A&B Computing
1st July 1984
Publisher: Acornsoft/Adder
Machine: BBC Model B
Published in A&B Computing 1.08
Acorn's original User Gude can be described as necessary, but not sufficient, as those busy tracking down its errors and omissions will testify. The cover of this volume tells us that instead of merely complaining about the lack of a well-written, accurate book containing advanced programming information, the authors decided to write it.
The result is a 511-page, A5 format, spiral-bound volume, superficially much resembling the User Guide, and containing 28 sections with eleven appendices. It is applicable only to OS 1.2. The first six sections occupy some 100 pages, and deal with Operating System commands and the use of machine code, including a complete list of 6502 mnemonics, one to a page. This is not intended to teach machine code programming, but is a very handy reference source.
The Advanced User Guide may be somewhat daunting to beginners, but more advanced programmers wanting to exploit the BBC computer's capabilities to the full and cramped by the obvious limitations of the original User Guide, will find it both challenging and indispensable.
Another ten sections form the largest group in the book, occupying more than 200 pages, and deal with Operating System interfacing. Chapters within this group cover vectors, event handling, interrupts, filing systems, and the RS423 interface, with a detailed account of memory allocations. Particularly important is a chapter on paged ROMs, marking out a safe (if complex) route through the minefield surrounding the programming of these devices. Known previously only to a privileged handful, this information may well trigger a ROM population explosion. There are details of *all* operating system calls, including undocumented ones, and a complete list of *FX/OSBYTE calls. It's nice to know all the *FX calls, even if many are unlikely to find much application.
Appendices contain summaries of all the major calls and codes, plus screen mode layouts and disc upgrade information. For the first time (to my knowledge) we are given a complete list of circuit board links and their functions, a keyboard circuit and a full circuit diagram, the latter on a separate sheet - don't lose it! The index is comprehensive and adequately cross-referenced. Early copies had binding holes punched through the index entries and were supplied with separate indexes, but this problem has now been corrected.
The book is written in a clear and very compact style, making few concessions to the reader who expects to be given every concoomitant detail. Cross-reference is essential, and the use of page numbers rather than chapter and paragraph would have been more helpful. For the most part, a good background knowledge and the ability to make at least four out of two plus two, are taken for granted.
A conveniently brief example concerns interlacing. In a paragraph on interlace control by register R8 of the 6845, we read: "default values can easily be changed using *TV(*FX 144) followed by a 0 to turn interlacing on or a 1 to turn interlacing off. Taken literally, this would not work, and the reader is presumably expected to recognise that this refers to an optional second argument of the *TV command, and that it is effective only after a mode change, whereas a VDU command to reprogram the R8 register takes immediate effect. These coomments are meant to define the probable readership rather than criticise the book, which does, after all, carry the word "advanced" in its title.
It is vitally important for a work of this kind to be error-free, but it will be a long time before enough of the contents can be tested to be sure that it is! Where there are discrepancies between this volume and the official User Guide, the authors claim that their version is more likely to be correct, which demonstrates great confidence. The few mistakes found so far are confined to spelling.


__Aim of the exercise__
Could you retype the entries below exactly, omitting every picture?

[Records drawn from a dataset]
┌────────
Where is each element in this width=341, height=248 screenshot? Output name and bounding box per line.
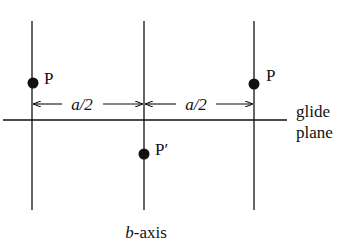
point-label-p-left: P (44, 69, 53, 88)
dim-label-right: a/2 (185, 95, 207, 114)
point-p-left (28, 78, 39, 89)
point-label-p-right: P (266, 66, 275, 85)
diagram-canvas: a/2 a/2 P P′ P glide plane b-axis (0, 0, 341, 248)
glide-plane-diagram: a/2 a/2 P P′ P glide plane b-axis (0, 0, 341, 248)
axis-label-italic: b (125, 223, 134, 242)
glide-label-line2: plane (296, 123, 333, 142)
axis-label: b-axis (125, 223, 167, 242)
dim-label-left: a/2 (71, 95, 93, 114)
point-p-prime (139, 149, 150, 160)
point-p-right (249, 79, 260, 90)
axis-label-rest: -axis (134, 223, 167, 242)
point-label-p-prime: P′ (155, 140, 168, 159)
glide-label-line1: glide (296, 102, 330, 121)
└────────
__Response to the task__
Where is each element in this width=341, height=248 screenshot? Output name and bounding box per line.
point-label-p-left: P (44, 69, 53, 88)
dim-label-right: a/2 (185, 95, 207, 114)
point-p-left (28, 78, 39, 89)
point-label-p-right: P (266, 66, 275, 85)
diagram-canvas: a/2 a/2 P P′ P glide plane b-axis (0, 0, 341, 248)
glide-plane-diagram: a/2 a/2 P P′ P glide plane b-axis (0, 0, 341, 248)
axis-label-italic: b (125, 223, 134, 242)
glide-label-line2: plane (296, 123, 333, 142)
axis-label: b-axis (125, 223, 167, 242)
dim-label-left: a/2 (71, 95, 93, 114)
point-p-prime (139, 149, 150, 160)
point-p-right (249, 79, 260, 90)
axis-label-rest: -axis (134, 223, 167, 242)
point-label-p-prime: P′ (155, 140, 168, 159)
glide-label-line1: glide (296, 102, 330, 121)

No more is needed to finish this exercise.